In an event now known as the Greensboro Massacre, five people were killed and 11 injured in a confrontation between the Ku Klux Klan and the Communist Workers Party. A N.C. Highway Historical Marker to commemorate the event will be dedicated May 24 at 4:15 p.m., at New Light Baptist Church, 1105 Willow Rd. After the unveiling at the intersection of McConnell Road at Willow Road there will be a reception at the church. For additional information please call (919) 807-7290.
The event took place Nov. 3, 1979, in the Morningside Homes public housing complex at Carver and Everitt Streets in Greensboro. It occurred after articles appeared in newspapers about a planned "Death to the Klan" march. Communist Worker Party (CWP) members placed notices in the newspapers with the objective of organizing workers in local cotton mills.
Word spread to members of the Ku Klux Klan and American Nazis in other parts of the state and many arrived with guns in their trunks. Television crews caught the rapidly unfolding violence. Police arrived after it was over. Killed were Sandi Smith, Dr. Jim Walker, Bill Sampson, Cesar Cauce and Dr. Michael Nathan. Jurors acquitted the defendants who asserted self-defense in state and federal trials. A civil suit in 1985 resulted in a finding for Dr. Nathan and a $351,000 payment by the city to all defendants.
Memories of the event linger in Greensboro and the nation. The community has been redeveloped and the intersection no longer exists. The Greensboro Truth and Reconciliation Commission in 2004 reported that "a public monument should be built on the site of the shootings to honor those killed and wounded on November 3, 1979." No such monument has been constructed and applicants contend that a state marker would be an appropriate form of public memory toward that end.
The Highway Marker Program is a collaboration between the N.C. Departments of Cultural Resources and Transportation. The program is administered by the Office of Archives and History in the N.C. Department of Cultural Resources.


◆ Exercise instructions ◆
Down to the last line, retype the records below exactly and skip the pictures.

◆ Record excerpts ◆
--------------------
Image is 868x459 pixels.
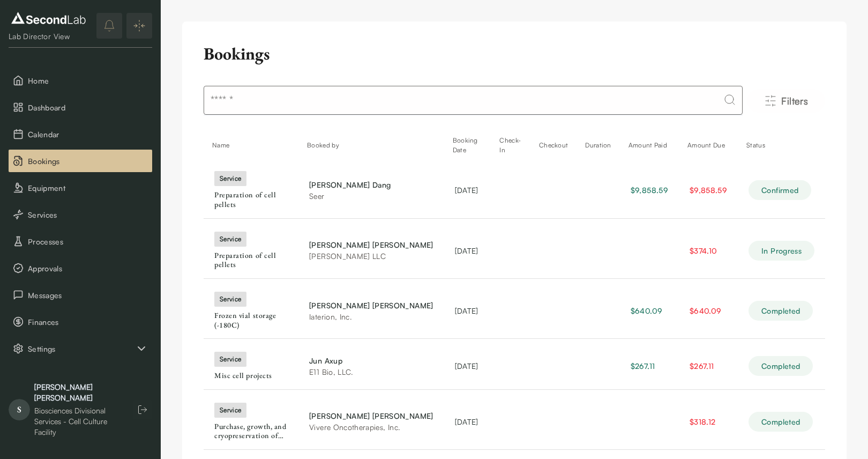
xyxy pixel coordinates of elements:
span: Home [28,75,148,86]
button: Dashboard [9,96,152,118]
div: [PERSON_NAME] [PERSON_NAME] [34,382,122,403]
th: Amount Paid [620,132,679,158]
div: Settings sub items [9,337,152,360]
button: Calendar [9,123,152,145]
div: [DATE] [455,416,480,427]
span: S [9,399,30,420]
div: Preparation of cell pellets [214,190,288,209]
div: Purchase, growth, and cryopreservation of cell lines [214,422,288,440]
div: service [214,403,247,417]
div: [PERSON_NAME] [PERSON_NAME] [309,299,433,311]
a: servicePreparation of cell pellets [214,232,288,270]
div: service [214,171,247,186]
span: Approvals [28,263,148,274]
div: [DATE] [455,305,480,316]
div: Misc cell projects [214,371,288,381]
li: Settings [9,337,152,360]
a: serviceFrozen vial storage (-180C) [214,291,288,330]
div: Jun Axup [309,355,433,366]
div: Lab Director View [9,31,88,42]
div: Vivere Oncotherapies, Inc. [309,421,433,432]
button: Equipment [9,176,152,199]
div: Frozen vial storage (-180C) [214,311,288,330]
span: Filters [782,93,808,109]
div: In Progress [748,241,815,261]
span: Processes [28,236,148,247]
th: Name [204,132,298,158]
h2: Bookings [204,43,270,64]
a: servicePurchase, growth, and cryopreservation of cell lines [214,403,288,440]
th: Status [738,132,825,158]
div: [DATE] [455,245,480,256]
div: [DATE] [455,185,480,196]
div: E11 Bio, LLC. [309,366,433,377]
span: Equipment [28,182,148,193]
button: Services [9,203,152,226]
button: Home [9,69,152,92]
span: $374.10 [690,246,717,255]
div: service [214,352,247,367]
div: service [214,291,247,306]
button: notifications [96,13,122,38]
span: Bookings [28,156,148,167]
span: Dashboard [28,102,148,113]
div: [PERSON_NAME] [PERSON_NAME] [309,239,433,250]
div: [PERSON_NAME] LLC [309,250,433,262]
th: Check-In [491,132,530,158]
th: Duration [577,132,620,158]
span: Settings [28,343,135,354]
span: $640.09 [690,306,721,315]
span: $267.11 [690,362,714,370]
button: Approvals [9,256,152,279]
div: service [214,232,247,247]
button: Log out [133,400,152,419]
span: Finances [28,316,148,327]
a: Finances [9,310,152,333]
div: Confirmed [748,180,811,200]
span: $9,858.59 [631,186,668,194]
div: Completed [748,301,813,320]
span: $318.12 [690,417,715,426]
div: Preparation of cell pellets [214,251,288,270]
button: Expand/Collapse sidebar [126,13,152,38]
div: Biosciences Divisional Services - Cell Culture Facility [34,405,122,438]
div: Completed [748,411,813,431]
img: logo [9,10,88,27]
th: Booking Date [444,132,491,158]
div: Seer [309,190,433,201]
th: Amount Due [679,132,738,158]
span: $640.09 [631,306,663,315]
a: servicePreparation of cell pellets [214,171,288,209]
button: Processes [9,230,152,252]
button: Messages [9,284,152,306]
div: [PERSON_NAME] [PERSON_NAME] [309,410,433,421]
div: [PERSON_NAME] Dang [309,179,433,190]
span: Services [28,209,148,221]
span: $267.11 [631,362,655,370]
a: serviceMisc cell projects [214,352,288,381]
span: $9,858.59 [690,186,727,194]
div: [DATE] [455,360,480,371]
button: Bookings [9,150,152,172]
th: Booked by [298,132,444,158]
div: Iaterion, Inc. [309,311,433,322]
th: Checkout [530,132,577,158]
--------------------
◆ Answer section ◆
Image is 868x459 pixels.
xyxy pixel coordinates of elements:
span: Home [28,75,148,86]
button: Dashboard [9,96,152,118]
div: [PERSON_NAME] [PERSON_NAME] [34,382,122,403]
th: Amount Paid [620,132,679,158]
div: Settings sub items [9,337,152,360]
button: Calendar [9,123,152,145]
div: [DATE] [455,416,480,427]
span: S [9,399,30,420]
div: Preparation of cell pellets [214,190,288,209]
div: Purchase, growth, and cryopreservation of cell lines [214,422,288,440]
div: service [214,403,247,417]
div: [PERSON_NAME] [PERSON_NAME] [309,299,433,311]
a: servicePreparation of cell pellets [214,232,288,270]
div: service [214,171,247,186]
span: Approvals [28,263,148,274]
div: [DATE] [455,305,480,316]
div: Misc cell projects [214,371,288,381]
li: Settings [9,337,152,360]
a: serviceFrozen vial storage (-180C) [214,291,288,330]
div: Jun Axup [309,355,433,366]
div: Lab Director View [9,31,88,42]
div: Vivere Oncotherapies, Inc. [309,421,433,432]
button: Equipment [9,176,152,199]
div: Frozen vial storage (-180C) [214,311,288,330]
span: Filters [782,93,808,109]
div: In Progress [748,241,815,261]
span: Processes [28,236,148,247]
th: Name [204,132,298,158]
h2: Bookings [204,43,270,64]
a: servicePurchase, growth, and cryopreservation of cell lines [214,403,288,440]
th: Status [738,132,825,158]
div: [DATE] [455,245,480,256]
div: [DATE] [455,185,480,196]
div: E11 Bio, LLC. [309,366,433,377]
span: Equipment [28,182,148,193]
button: Services [9,203,152,226]
button: Home [9,69,152,92]
span: $374.10 [690,246,717,255]
div: service [214,352,247,367]
div: service [214,291,247,306]
button: notifications [96,13,122,38]
span: Bookings [28,156,148,167]
span: Dashboard [28,102,148,113]
div: [PERSON_NAME] [PERSON_NAME] [309,239,433,250]
div: [PERSON_NAME] LLC [309,250,433,262]
th: Check-In [491,132,530,158]
th: Duration [577,132,620,158]
span: Settings [28,343,135,354]
span: $640.09 [690,306,721,315]
span: $267.11 [690,362,714,370]
button: Approvals [9,256,152,279]
div: service [214,232,247,247]
button: Log out [133,400,152,419]
span: Finances [28,316,148,327]
a: Finances [9,310,152,333]
div: Confirmed [748,180,811,200]
span: $9,858.59 [631,186,668,194]
div: Completed [748,301,813,320]
span: $318.12 [690,417,715,426]
div: Preparation of cell pellets [214,251,288,270]
button: Expand/Collapse sidebar [126,13,152,38]
div: Biosciences Divisional Services - Cell Culture Facility [34,405,122,438]
div: Completed [748,411,813,431]
img: logo [9,10,88,27]
th: Booking Date [444,132,491,158]
div: Seer [309,190,433,201]
th: Amount Due [679,132,738,158]
span: $640.09 [631,306,663,315]
a: servicePreparation of cell pellets [214,171,288,209]
button: Processes [9,230,152,252]
button: Messages [9,284,152,306]
div: [PERSON_NAME] [PERSON_NAME] [309,410,433,421]
div: [PERSON_NAME] Dang [309,179,433,190]
span: Services [28,209,148,221]
span: $267.11 [631,362,655,370]
a: serviceMisc cell projects [214,352,288,381]
span: $9,858.59 [690,186,727,194]
div: [DATE] [455,360,480,371]
button: Bookings [9,150,152,172]
th: Booked by [298,132,444,158]
div: Iaterion, Inc. [309,311,433,322]
th: Checkout [530,132,577,158]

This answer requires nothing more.